Vi move (vimv) – rename the files in a directory using the vi text editor
A utility to help rename various files at once, using a text editor. This script will open the list of files in a directory in a text editor (by default, vi). Then any changes made in the editor will be reflected in the filesystem (the files in the directory will be renamed to the names saved in the editor).
Installation
Unix/Linux with Python only: copy to /usr/local/bin or elsewhere on $PATH, rename to vimv and make executable.
Usage
On the command-line:
1. type vimv to open the list of files in the current directory in a text file (the list returned by ls);
2. make the changes, save and quit.
The filenames are updated when you quit. If you delete a name (leave a blank line where a filename used to be), the file will be deleted (this will not work with directories). A log of the changes is written to ~/.vimv_history.
Advanced
Multiple directory listings can be updated in sequence, e.g., like this:
$vimv . ./dir1 ./dir2
Files can be moved between directories, relative names can be given in the file; double quotes should not be used in the file.
For more details execute vimv --help.
Download Vimv from here
This is a beautiful script that I have been waiting a long time to find. I get an error however. I’m not a python programmer, but I guess I dont have the right version:
> vimv .
File “/usr/local/bin/vimv”, line 87
except OSError as e:
^
SyntaxError: invalid syntax
This is on a Mac Leopard. Could you possibly post some requirements somewhere?
Hi,
a simple but very useful script. Great work! Thanks for sharing. As I prefer the entries to be ordered, I’ve changed line 82 to:
ls = sorted(os.listdir(dir))
Ras: The script as written requires Python 2.6.
I started to port it to 2.5, but finally gave up. (I’m not a python programmer, but I have this friend named Google…)
For that particular line (and another like it) you can simply replace ” as” with “,”
However, then you run into the “with” statements, e.g. line 94, where I think you need to replace this:
with open(temp_file.name, ‘rb’) as f:
file_contents = f.read().split(‘\n’)[:-1]
with this:
f = open(temp_file.name, ‘rb’)
try:
file_contents = f.read().split(‘\n’)[:-1]
finally:
f.close()
But THEN I found that NamedTemporaryFile doesn’t support the “delete” parameter, so apparently you need to mess with the whole block of code that uses that object.
I don’t think it would take *that* much work to finish the job — esp. for someone who actually knows Python — but I can’t spend any more time on it right now. 🙁 I’ll just use the 2.6 script from another machine using NFS.
I’m not a python programmer. I actually thought I had the latest version, so I guess I can just upgrade.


→ **What the exercise asks**: Please reproduce each of the entries below exactly as they appear.

→ **Excerpted data**:
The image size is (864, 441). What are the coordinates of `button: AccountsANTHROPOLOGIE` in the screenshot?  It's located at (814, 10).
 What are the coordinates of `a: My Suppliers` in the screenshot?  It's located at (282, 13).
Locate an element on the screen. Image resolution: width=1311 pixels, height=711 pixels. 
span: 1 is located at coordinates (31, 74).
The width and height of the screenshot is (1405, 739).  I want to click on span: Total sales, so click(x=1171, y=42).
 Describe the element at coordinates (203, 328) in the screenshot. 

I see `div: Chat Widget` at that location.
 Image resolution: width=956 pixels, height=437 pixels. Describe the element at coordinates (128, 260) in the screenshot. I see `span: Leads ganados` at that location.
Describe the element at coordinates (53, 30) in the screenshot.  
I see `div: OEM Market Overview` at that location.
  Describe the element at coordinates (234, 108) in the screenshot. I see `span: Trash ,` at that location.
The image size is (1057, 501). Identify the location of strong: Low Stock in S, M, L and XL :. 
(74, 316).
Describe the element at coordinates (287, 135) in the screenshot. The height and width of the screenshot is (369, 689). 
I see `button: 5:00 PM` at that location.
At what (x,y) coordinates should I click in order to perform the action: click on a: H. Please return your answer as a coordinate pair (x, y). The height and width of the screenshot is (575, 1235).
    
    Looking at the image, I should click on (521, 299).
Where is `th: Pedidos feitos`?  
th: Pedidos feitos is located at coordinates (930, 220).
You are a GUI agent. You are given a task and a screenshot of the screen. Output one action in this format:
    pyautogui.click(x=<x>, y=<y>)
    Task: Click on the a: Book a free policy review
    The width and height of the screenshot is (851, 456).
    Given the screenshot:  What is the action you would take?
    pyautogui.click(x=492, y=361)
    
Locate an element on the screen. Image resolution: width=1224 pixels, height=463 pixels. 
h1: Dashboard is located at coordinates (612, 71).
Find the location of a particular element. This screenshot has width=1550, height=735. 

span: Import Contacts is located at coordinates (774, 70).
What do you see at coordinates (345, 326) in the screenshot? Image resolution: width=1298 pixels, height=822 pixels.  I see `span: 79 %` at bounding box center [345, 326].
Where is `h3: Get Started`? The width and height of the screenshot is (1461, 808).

→ **Result for this exercise**:
The image size is (864, 441). What are the coordinates of `button: AccountsANTHROPOLOGIE` in the screenshot?  It's located at (814, 10).
 What are the coordinates of `a: My Suppliers` in the screenshot?  It's located at (282, 13).
Locate an element on the screen. Image resolution: width=1311 pixels, height=711 pixels. 
span: 1 is located at coordinates (31, 74).
The width and height of the screenshot is (1405, 739).  I want to click on span: Total sales, so click(x=1171, y=42).
 Describe the element at coordinates (203, 328) in the screenshot. 

I see `div: Chat Widget` at that location.
 Image resolution: width=956 pixels, height=437 pixels. Describe the element at coordinates (128, 260) in the screenshot. I see `span: Leads ganados` at that location.
Describe the element at coordinates (53, 30) in the screenshot.  
I see `div: OEM Market Overview` at that location.
  Describe the element at coordinates (234, 108) in the screenshot. I see `span: Trash ,` at that location.
The image size is (1057, 501). Identify the location of strong: Low Stock in S, M, L and XL :. 
(74, 316).
Describe the element at coordinates (287, 135) in the screenshot. The height and width of the screenshot is (369, 689). 
I see `button: 5:00 PM` at that location.
At what (x,y) coordinates should I click in order to perform the action: click on a: H. Please return your answer as a coordinate pair (x, y). The height and width of the screenshot is (575, 1235).
    
    Looking at the image, I should click on (521, 299).
Where is `th: Pedidos feitos`?  
th: Pedidos feitos is located at coordinates (930, 220).
You are a GUI agent. You are given a task and a screenshot of the screen. Output one action in this format:
    pyautogui.click(x=<x>, y=<y>)
    Task: Click on the a: Book a free policy review
    The width and height of the screenshot is (851, 456).
    Given the screenshot:  What is the action you would take?
    pyautogui.click(x=492, y=361)
    
Locate an element on the screen. Image resolution: width=1224 pixels, height=463 pixels. 
h1: Dashboard is located at coordinates (612, 71).
Find the location of a particular element. This screenshot has width=1550, height=735. 

span: Import Contacts is located at coordinates (774, 70).
What do you see at coordinates (345, 326) in the screenshot? Image resolution: width=1298 pixels, height=822 pixels.  I see `span: 79 %` at bounding box center [345, 326].
Where is `h3: Get Started`? The width and height of the screenshot is (1461, 808).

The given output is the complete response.